Frequently Asked Questions

Are magnetic sensors themselves made from rare earths, or is the risk mostly in the magnets around them?

Many Hall and magnetoresistive sensor ICs are built on silicon with thin films based on iron, nickel and cobalt alloys, not directly on rare earths. The risk often sits in the permanent magnets used in the overall assembly, which commonly rely on neodymium, dysprosium and related elements that are classed as critical raw materials.

Which industries are most exposed if magnetic sensor supply tightens again?

Automotive is highly exposed because of the number of safety relevant functions that use magnetic sensors, followed by industrial automation, robotics and some consumer electronics segments. Academic and technical reviews show these devices embedded in motion control, current sensing and position sensing across all of these domains.

Did the 2020 to 2022 chip shortage fully resolve for magnetic sensors?

Lead times have come down from the peak, but industry state of the sector reports emphasise that mature node capacity remains tight and that any new demand spike, for example from electric powertrains or new safety regulations, could re create local shortages. Magnetic sensors share this constraint with other analog and mixed signal parts.

How quickly can new magnet and sensor capacity reduce risk?

New semiconductor fabs and magnet plants typically take several years to plan, permit and ramp.
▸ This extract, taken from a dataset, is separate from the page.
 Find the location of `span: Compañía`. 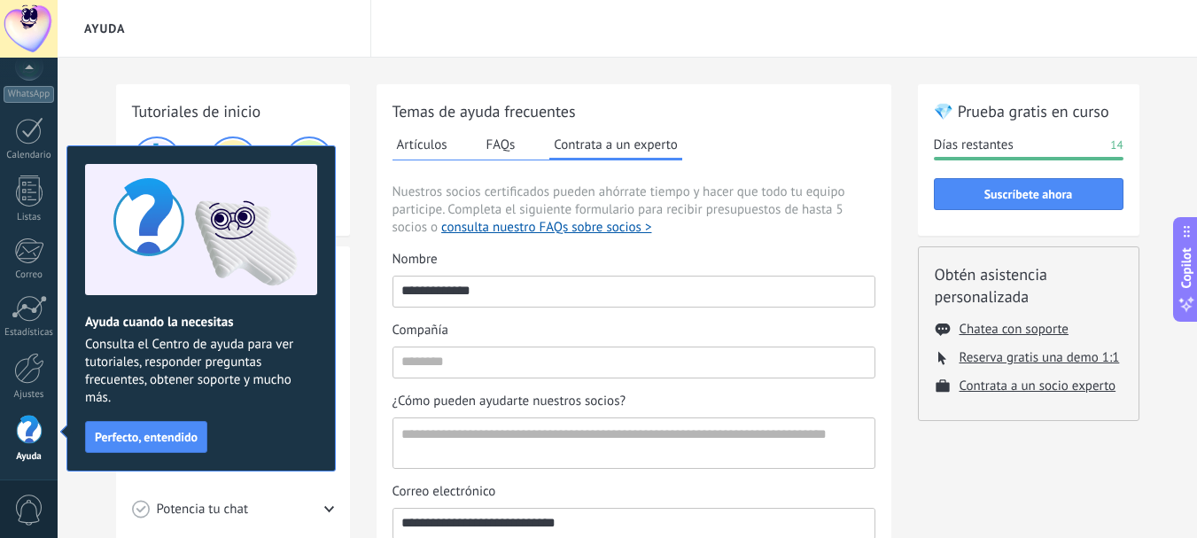

span: Compañía is located at coordinates (420, 330).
Policy papers on rare earths and critical raw materials, as well as industry studies, repeatedly stress that even with strong incentives, significant diversification away from current supply hubs is a project for most of the coming decade, not a one or two year fix.
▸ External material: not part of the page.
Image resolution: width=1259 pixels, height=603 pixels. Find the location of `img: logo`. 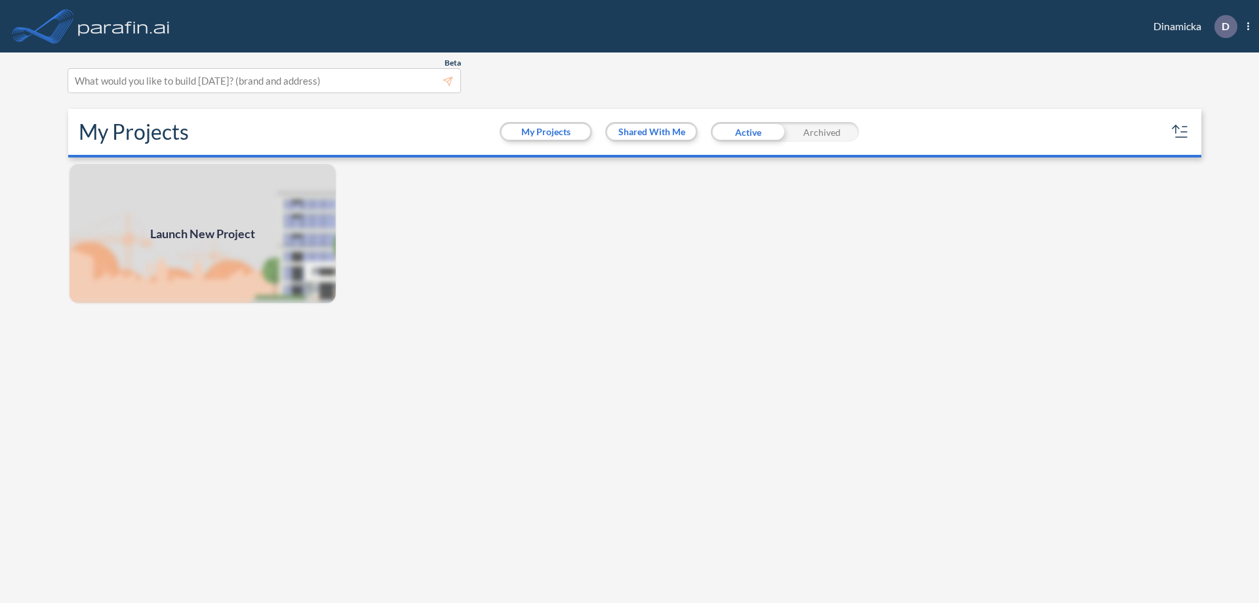

img: logo is located at coordinates (124, 26).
What can individual OEMs do in the short term?

At product level, the fastest moves are re qualifying existing sensors from multiple suppliers, verifying magnet and materials provenance, and designing future platforms with more flexibility in sensor technology and magnet choice. At purchasing level, structured long term agreements and deeper sharing of demand forecasts can give sensor makers enough confidence to invest in incremental capacity.